Even though no one is going to bend you over a chair and spank you at this age, it still feels bad to fail at something. And particularly something you used to do well with and have put a lot of effort into. At present, I’ve lost my enthusiasm about this endeavor.

I can forgive myself for my own errors and improve upon them. But the resolution to my longer-term concerns remains unaddressed. Not meeting students where they are and telling them they’re inflexible or just need to “give it a chance” when it’s actually the program that’s inflexible defies belief.

From my side, I shouldn’t have been so nervous; our informal progress evaluations hold little weight. It’s the End of Training test (EOT) that decides whether we’ve passed language training, and even that allows a waiver vice extra training.

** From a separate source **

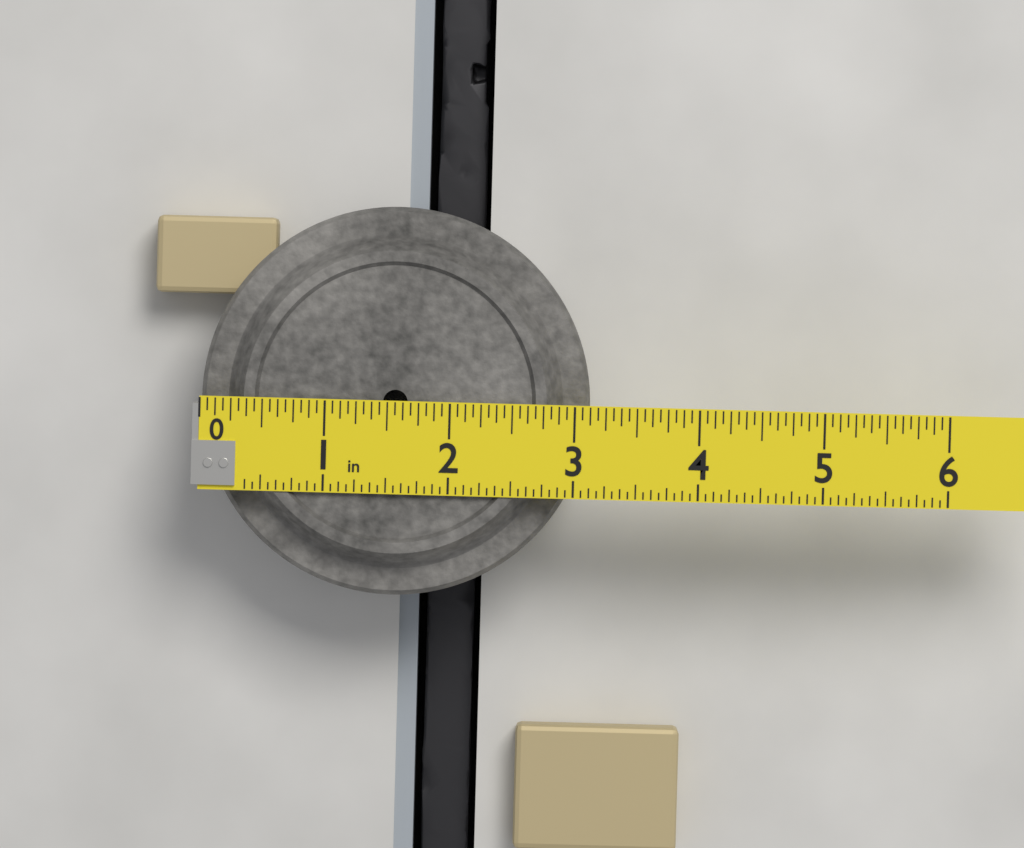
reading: 3.1250 in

FSI’s world flags Christmas tree

In the end, testers and examiners can only evaluate what a student does during an evaluation, not the sum total of what they could have hypothetically done under ideal conditions. I know I could’ve done better, and now have to contend with being officially not on track. For whatever reasons, fair or not, the curve of what we’re doing has shifted and I find myself not keeping up. And getting my evaluation “over with” didn’t make me feel relieved after all; it only started my holidays on a crummy note.

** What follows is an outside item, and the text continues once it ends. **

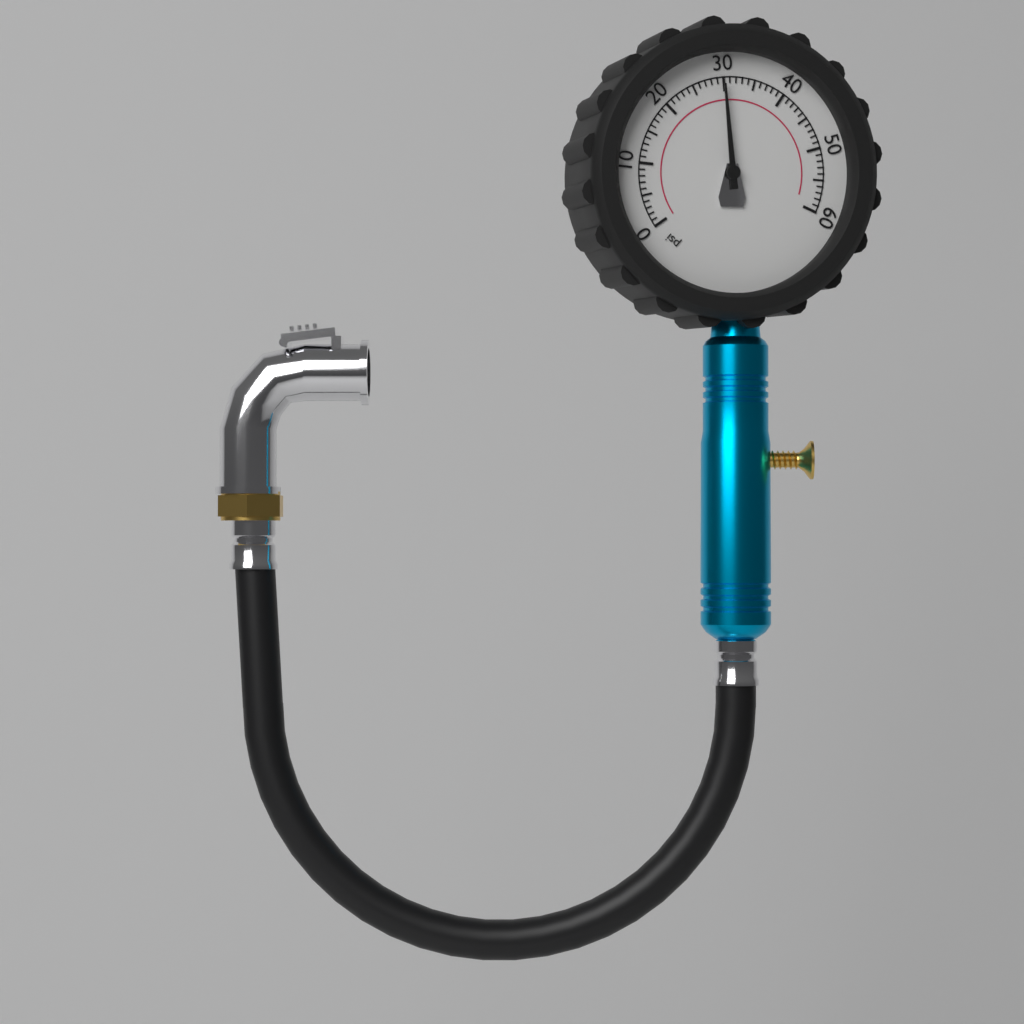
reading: 30 psi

Fortunately during week 17 we had a break. On the Monday, the other half of our class was being evaluated so those of us who’d gone Friday didn’t have to come in, and POTUS gave us the following day off for Christmas Eve.

Between the Christmas and New Year’s federal holidays there were four business days with no class. I used annual leave to avoid an independent study plan. Enjoying the zero-progress expectation and the only sustained period of easily allowable leave during the 10-month program, I spent almost zero time studying or thinking about Burmese. I truly enjoyed a wonderful holiday with my husband and my dad, which I’ll write about in a separate post.

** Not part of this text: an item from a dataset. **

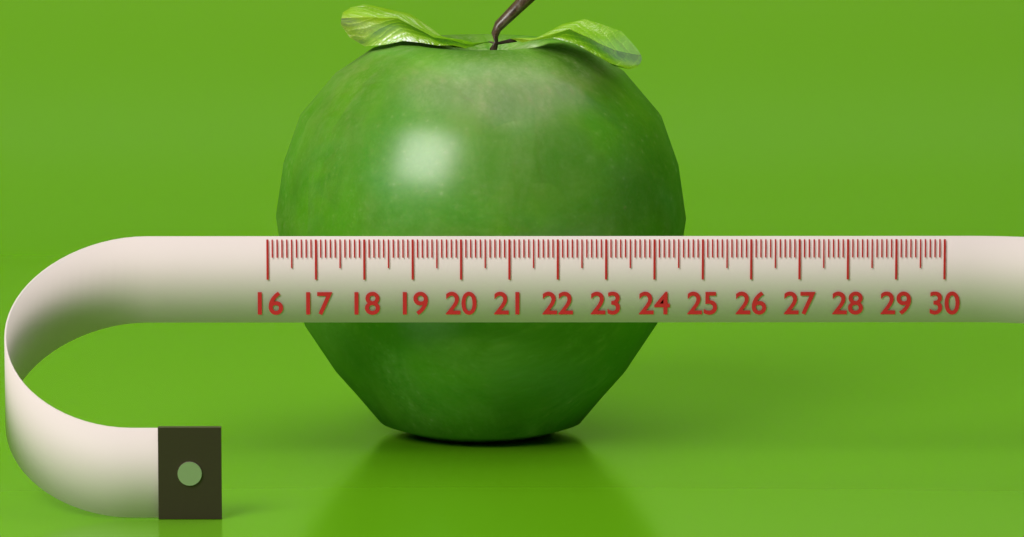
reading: 24.8 (no unit)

Then week 18 only had two days, since FSI did not resume classes until Thursday, January 2. It was hard for me to return to class. In a way I dreaded it and felt embarrassed, but I think it was probably rough for every student to think and speak in Burmese again after being gone almost two weeks.


First snowfall of winter at FSI

The sun did come out a little for me again despite all of these challenges. One reason was because of the validation I felt after my evaluation when I called my husband and told him how it went and how I felt about it. He believed me, and didn’t try to tell me that it “probably wasn’t that bad,” or minimize how I felt in any way. This helped me understand the complicated factors that contributed to what happened, and begin to formulate a plan of how I wanted to move forward.

The second bright spot was during week 18 when I talked to a colleague and friend who has already been through Burmese training and is currently at post. Through our conversation I was reminded again that although class is my job right now, the “real” job is in Rangoon and that I already know how to do it.

Much like my experience studying Russian and Spanish at FSI, there’s often a significant disconnect between classroom language learning and the practical and emotional intelligence skills needed for consular interviewing and other job duties. Excelling (or not) in class doesn’t necessarily reflect how well you’ll perform in your future role or what kind of tour you’ll have. It also doesn’t define the kind of employee or person you are—obviously. Still, it can be hard to keep this perspective when you’re in the thick of it.

Yet, succeeding in the mental game of language training is essential—whether you frame the challenge as you versus FSI, the language, other students, or even yourself. I’m trying not to see my challenge that way. Instead, I’m focusing on approaching the next seven months not as a battle but as a journey to navigate each day with as much neutrality as possible. One day at a time, I’ll keep stacking building blocks, trusting that progress will eventually lead to a breakthrough.

As week 18 ended and we walked out of class, a strong wind and driving snow began to fall at FSI.